Omid - Challenge 64

data-challenges
advanced-exercises
đŸ”° In the Question table, historical sales values are provided in a single cell, including the Date, Product Name, and Quantity, with a default value of 1 for missing quant…
Published

March 24, 2026

Illustration for Omid - Challenge 64

Challenge Description

đŸ”° In the Question table, historical sales values are provided in a single cell, including the Date, Product Name, and Quantity, with a default value of 1 for missing quant…

Solutions

library(tidyverse)
library(readxl)

input = read_excel("files/CH-064 Text Cleaning.xlsx", range = "B2:B9")
test  = read_excel("files/CH-064 Text Cleaning.xlsx", range = "D2:F14")
test$Date = as.character(as.Date(test$Date))

result = input %>%
  mutate(date = str_split_fixed(Description, ", ", 2),
         Date = date[,1],
         Product = date[,2]) %>%
  select(Date, Product) %>%
  separate_longer_delim(Product, delim = ", ") %>%
  separate(Product, into = c("Product", "Quantity"), sep = " ") %>%
  mutate(Quantity = as.numeric(Quantity),
         Date = str_replace_all(Date, "/", "-")) %>%
  replace_na(list(Quantity = 1))

identical(result, test)
# [1] TRUE
  • Logic:

    • Reads the workbook ranges needed for the challenge

    • Builds the intermediate columns that drive the final result

    • Parses the text patterns directly instead of relying on manual cleanup

  • Strengths:

    • The R solution stays close to the workbook rule and keeps the transformation compact.
  • Areas for Improvement:

    • The code assumes the sheet structure and source ranges remain stable.
  • Gem:

    • The strongest part of the solution is choosing the right intermediate representation before shaping the final output.
import pandas as pd
import re

input = pd.read_excel("CH-064 Text Cleaning.xlsx", usecols="B", skiprows=1, nrows = 7)
test = pd.read_excel("CH-064 Text Cleaning.xlsx", usecols="D:F", skiprows = 1, nrows = 12)
test['Date'] = test['Date'].astype(str)

result = input.copy()
result[['Date', 'Product']] = result['Description'].str.split(", ", n=1, expand=True)
result['Product'] = result['Product'].str.split(", ")
result = result.explode('Product')
result[['Product', 'Quantity']] = result['Product'].str.split(" ", n=1, expand=True)
result['Quantity'] = pd.to_numeric(result['Quantity'])
result['Date'] = result['Date'].str.replace("/", "-")
result['Quantity'].fillna(1, inplace=True)
result['Quantity'] = result['Quantity'].astype('int64')
result.drop('Description', axis=1, inplace=True)a
result = result.reset_index(drop=True)

print(test.equals(result)) # True
  • Logic:

    • Reads the workbook ranges needed for the challenge
  • Strengths:

    • The Python version follows the same rule in a direct dataframe-oriented implementation.
  • Areas for Improvement:

    • The code assumes the workbook layout remains stable, so any sheet redesign would require small adjustments.
  • Gem:

    • The implementation stays close to the original workbook rule instead of adding unnecessary abstraction.

Difficulty Level

This task is moderate:

  • The core logic is clear, but the correct transformation pattern is not obvious from the raw input.

  • The challenge combines multiple reshaping, grouping, or parsing steps.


> [Description of the task]:
List all lines of the data that include the string "Permit".

> [Extracted material]:

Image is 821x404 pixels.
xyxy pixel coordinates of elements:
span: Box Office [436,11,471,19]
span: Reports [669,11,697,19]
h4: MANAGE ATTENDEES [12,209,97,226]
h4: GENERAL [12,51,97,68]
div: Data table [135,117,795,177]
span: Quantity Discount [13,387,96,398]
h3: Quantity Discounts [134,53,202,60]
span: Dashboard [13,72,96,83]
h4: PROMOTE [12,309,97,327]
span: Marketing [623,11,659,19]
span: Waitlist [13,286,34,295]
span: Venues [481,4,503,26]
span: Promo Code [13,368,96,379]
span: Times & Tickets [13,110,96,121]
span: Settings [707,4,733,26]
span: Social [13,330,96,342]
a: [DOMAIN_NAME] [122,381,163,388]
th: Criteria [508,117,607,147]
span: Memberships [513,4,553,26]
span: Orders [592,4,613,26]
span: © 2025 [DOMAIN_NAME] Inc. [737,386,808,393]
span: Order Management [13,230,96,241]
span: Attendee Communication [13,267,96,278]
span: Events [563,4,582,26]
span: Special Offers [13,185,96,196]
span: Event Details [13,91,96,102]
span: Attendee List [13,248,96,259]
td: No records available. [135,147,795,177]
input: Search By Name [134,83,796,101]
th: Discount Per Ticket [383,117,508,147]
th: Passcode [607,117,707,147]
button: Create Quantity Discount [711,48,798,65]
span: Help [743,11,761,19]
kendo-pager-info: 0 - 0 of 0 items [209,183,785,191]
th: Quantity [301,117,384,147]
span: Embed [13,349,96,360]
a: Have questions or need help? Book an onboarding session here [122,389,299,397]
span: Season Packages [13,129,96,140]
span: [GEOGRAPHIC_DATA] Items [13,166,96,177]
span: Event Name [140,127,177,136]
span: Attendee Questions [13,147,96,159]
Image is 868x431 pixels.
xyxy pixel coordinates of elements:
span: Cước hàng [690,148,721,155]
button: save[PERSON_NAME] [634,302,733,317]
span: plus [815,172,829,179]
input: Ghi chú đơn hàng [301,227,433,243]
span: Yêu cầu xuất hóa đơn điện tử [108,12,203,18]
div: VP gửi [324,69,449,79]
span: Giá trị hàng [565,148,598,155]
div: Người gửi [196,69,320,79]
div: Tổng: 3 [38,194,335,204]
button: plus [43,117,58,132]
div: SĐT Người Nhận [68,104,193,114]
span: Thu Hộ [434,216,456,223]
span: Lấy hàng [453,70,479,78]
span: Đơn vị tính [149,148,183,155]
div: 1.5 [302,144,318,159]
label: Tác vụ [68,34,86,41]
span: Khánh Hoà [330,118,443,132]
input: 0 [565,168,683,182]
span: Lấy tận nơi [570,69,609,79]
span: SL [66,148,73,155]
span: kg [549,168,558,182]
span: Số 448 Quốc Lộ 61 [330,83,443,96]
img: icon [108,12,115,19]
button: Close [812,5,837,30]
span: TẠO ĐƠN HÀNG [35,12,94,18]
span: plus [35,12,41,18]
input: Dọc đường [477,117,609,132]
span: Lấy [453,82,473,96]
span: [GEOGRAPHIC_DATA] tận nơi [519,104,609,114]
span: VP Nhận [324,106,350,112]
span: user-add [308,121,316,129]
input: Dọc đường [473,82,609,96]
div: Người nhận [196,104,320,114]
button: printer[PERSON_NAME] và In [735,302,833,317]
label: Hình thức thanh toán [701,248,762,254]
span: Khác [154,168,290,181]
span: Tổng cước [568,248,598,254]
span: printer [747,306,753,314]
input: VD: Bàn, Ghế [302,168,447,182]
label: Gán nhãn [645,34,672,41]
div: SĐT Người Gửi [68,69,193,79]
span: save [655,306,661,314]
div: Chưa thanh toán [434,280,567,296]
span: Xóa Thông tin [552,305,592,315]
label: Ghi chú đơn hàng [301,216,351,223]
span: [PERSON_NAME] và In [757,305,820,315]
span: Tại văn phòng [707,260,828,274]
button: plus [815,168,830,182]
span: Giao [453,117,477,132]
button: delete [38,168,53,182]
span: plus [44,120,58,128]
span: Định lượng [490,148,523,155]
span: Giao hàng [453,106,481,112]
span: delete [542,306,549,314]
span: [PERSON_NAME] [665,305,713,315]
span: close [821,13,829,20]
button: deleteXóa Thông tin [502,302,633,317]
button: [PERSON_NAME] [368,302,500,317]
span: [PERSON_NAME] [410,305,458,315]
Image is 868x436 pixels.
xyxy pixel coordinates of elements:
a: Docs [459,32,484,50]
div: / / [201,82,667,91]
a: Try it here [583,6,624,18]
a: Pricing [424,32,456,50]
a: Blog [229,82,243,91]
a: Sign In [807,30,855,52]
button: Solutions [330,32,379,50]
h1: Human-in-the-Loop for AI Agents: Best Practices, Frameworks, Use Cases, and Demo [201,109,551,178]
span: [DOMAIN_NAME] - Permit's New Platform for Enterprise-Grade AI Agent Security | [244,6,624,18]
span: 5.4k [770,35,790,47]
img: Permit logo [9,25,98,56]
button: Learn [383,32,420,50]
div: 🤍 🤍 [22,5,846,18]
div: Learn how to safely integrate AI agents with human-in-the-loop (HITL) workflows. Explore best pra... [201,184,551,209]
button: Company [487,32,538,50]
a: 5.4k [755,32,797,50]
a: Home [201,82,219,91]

> [Solution]:
span: [DOMAIN_NAME] - Permit's New Platform for Enterprise-Grade AI Agent Security | [244,6,624,18]
img: Permit logo [9,25,98,56]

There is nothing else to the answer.